Let’s break this install script down real quick. The first line is using the tar (archiving utility) to extract our tmux installer download. Wait my download file is called tmux-3.3a.tar.gz why is tar extracting tmux-*.tar.gz? Well that * is a wildcard meaning anything can match here. Anything including 3.3a our tumx version. What is this a bash tutorial now?

Next line is cd‘ing or changing directory using the cd command to navigate to our newly extracted installer. Check it out another usage of the * wildcard character.

Third line is using ./configure command. What is the meaning of this magical conmmand that I am alwyas running to install my rad linux tools? You may be asking yourself that question right about now becuase you like to turn over rocks and see what’s under there sometimes! Well under this rock we find that ./configure is an execuable script that will help us make sure our system has the neccesary dependencies for our program to run. It will also check our system has a C complier we can use because TMUX is written in the ye old language of C.

The . portion is saying in this directory right here, and combined with the /configure portion is essentially telling our computer to run this script located in this directory.

Jacob Kollasch

The script has the executable bit set which we can see from the output of our ls command above.

One last thing, if you look at the top of the ./configure file you will see a shebang, or more specfically a bash shebang. A shebang #! tells our kernel which interpreter should be used to run the commands in the file. A bash shebang #!/usr/bin/env syas use the bash interpreter.

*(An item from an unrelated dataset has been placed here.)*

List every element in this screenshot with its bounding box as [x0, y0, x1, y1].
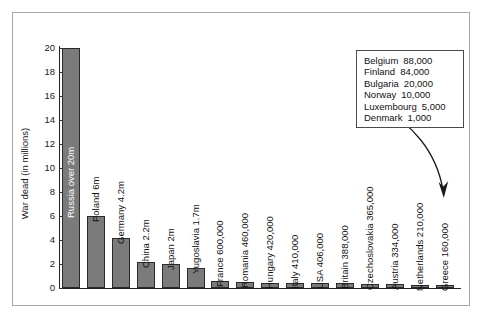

If we didn’t include a shebang everytime we wanted to run this script we would have to run /bin/bash ./configure. I guess this just a bash tutorial.

Basics of TMUX

CONFIGURATION I USE

# JACOB'S TMUX CONFIG FILE - LAST UPDATE - 3/23/23
# This line changes unbinds the default tmux config from Ctrl+b
unbind C-b
# These 2 line will change our tmux shortcut to Ctrl+j
set-option -g prefix C-j
bind-key C-j send-prefix
#
#  These lines will change split pane shourtcuts to use | and -
bind | split-window -h
bind - split-window -v
unbind '"'
unbind %
#
# This command lets you update the tmux config from inside tmux without restarting your tmux session, and is really useful when playing with tmux configs
bind r source-file ~/.tmux.conf
# 
# TMUX is designed to be all keyboard input in the same vain as VIM, but it's too hard to not cheat sometimes.
# Enables mouse mode
set -g mouse on

Jacob Kollasch
WRITTEN BY
Jacob Kollasch
Aspiring SOC Analyst. Network Engineer transitioning to CyberSecurity by becoming a SOC Analyst. CCNP and Security+ certified professional.